The team that built and ran the Ethereum Foundation's Institutional Privacy Task Force (IPTF) has launched EthSystems, a for-profit engineering and research company that will build confidential infrastructure for banks and asset managers on Ethereum. The July 14 launch was backed by Bitmine Immersion Technologies, SharpLink Gaming, and Consensys CEO Joe Lubin.
EthSystems is designed to solve what its founders call the last major blocker to institutional adoption of Ethereum: no regulated bank will run billion-dollar flows in full public view. The company builds zero-knowledge cryptography and compliance systems that let each party to a transaction see only what it has a right to see, while keeping regulators in the loop.

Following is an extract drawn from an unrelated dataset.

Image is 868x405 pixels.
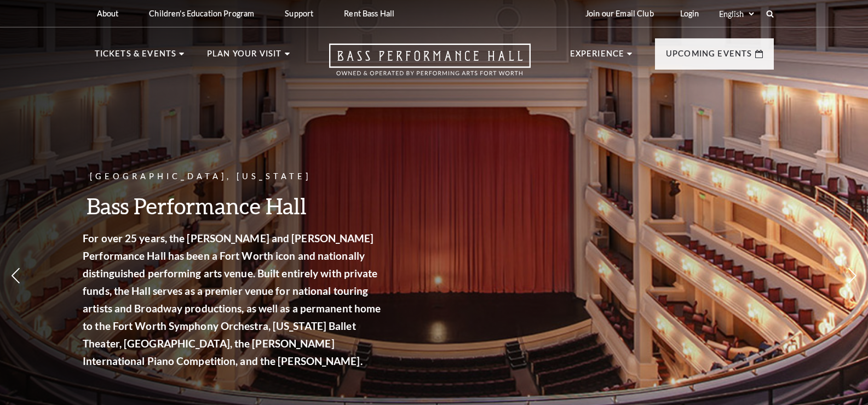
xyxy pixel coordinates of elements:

Founded by Mo Jalil, Oskar Thorén, and Aaryamann Challani, EthSystems launches with a year of open-source work already shipped , including private bonds, confidential stablecoin transfers, private cross-chain atomic swaps, and the Ethereum Privacy Map, a reference document cataloguing privacy approaches across the ecosystem.

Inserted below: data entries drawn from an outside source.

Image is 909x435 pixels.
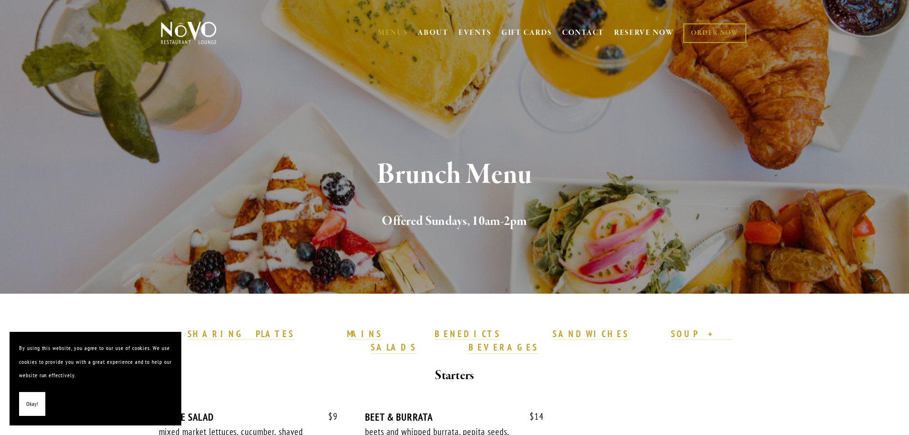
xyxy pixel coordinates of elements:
[10,332,181,425] section: Cookie banner
[371,328,732,354] a: SOUP + SALADS
[469,341,538,354] a: BEVERAGES
[365,411,544,423] div: BEET & BURRATA
[378,28,408,38] a: MENUS
[177,159,733,190] h1: Brunch Menu
[562,24,604,42] a: CONTACT
[347,328,383,340] a: MAINS
[435,367,474,384] strong: Starters
[19,341,172,382] p: By using this website, you agree to our use of cookies. We use cookies to provide you with a grea...
[188,328,295,340] a: SHARING PLATES
[159,411,338,423] div: HOUSE SALAD
[319,411,338,422] span: 9
[177,211,733,231] h2: Offered Sundays, 10am-2pm
[347,328,383,339] strong: MAINS
[684,23,746,43] a: ORDER NOW
[553,328,629,339] strong: SANDWICHES
[188,328,295,339] strong: SHARING PLATES
[502,24,552,42] a: GIFT CARDS
[469,341,538,353] strong: BEVERAGES
[418,28,449,38] a: ABOUT
[459,28,492,38] a: EVENTS
[435,328,501,339] strong: BENEDICTS
[435,328,501,340] a: BENEDICTS
[520,411,544,422] span: 14
[159,21,219,45] img: Novo Restaurant &amp; Lounge
[328,410,333,422] span: $
[530,410,535,422] span: $
[19,392,45,416] button: Okay!
[553,328,629,340] a: SANDWICHES
[26,397,38,411] span: Okay!
[614,24,674,42] a: RESERVE NOW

The spinout is the third in a wave of independent organizations to emerge from the Ethereum Foundation as it narrows its mandate and cuts roughly 20% of its staff under a restructuring announced in June. Ethlabs, backed by the same investors, handles core protocol research and development, while Ethereum Institutional leads ecosystem coordination and institutional education. EthSystems occupies the applied technical layer, turning institutional requirements into production systems.
"Commercial delivery needs a commercial structure," the team wrote in its launch announcement. "Our mission: help institutions build confidential systems on public Ethereum without giving up what makes Ethereum worth using."